We aim to encourage dialogue and action that promotes fair equity distribution in Venice to ensure the leadership of the historically economically challenged and working class Venetian, which includes those who self-identify as Venetian, and specifically acknowledges African American, Indigenous, Traveling People, Latinx, Womxn, and LGBTQ contributions and concerns. We are building a Venice, a coastal community; that is sustainable and equitable for all life that is anti-racist and anti-sexist. We are committed to language justice; creating a space where everyone can express themselves in the language of their choosing.

The Alliance is committed to: Unity, Shared Work, Raising Consciousness of ourselves and others, Being present and informed, acting as solid allies to each other, staying open to growth. We are committed to telling our history of Venice.

Collective knowledge will be one of our aims, where the most marginalized voices are heard; this includes the voices of poor and working class Venice, and especially that of youths and elders.
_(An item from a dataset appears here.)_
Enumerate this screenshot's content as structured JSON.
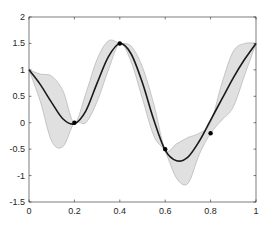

We will build collective knowledge together through collective analysis, this includes decolonizing on a daily basis and in between meetings.

We will be guided by members who take it upon themselves to attend the most meetings and steer the Alliance. Our decision making structure (even if temporary) will strive for consensus. If no consensus, rely on 80-90% vote if needed, defer to Alliance leaders who are low-income and/or from communities of color if needed.

All members will remain committed to actively and regularly engaging poor and working class, youth and elders to inform our work either collectively or individually to achieve equity.

Our allies/accomplices will be determined by the alliance in its entirety.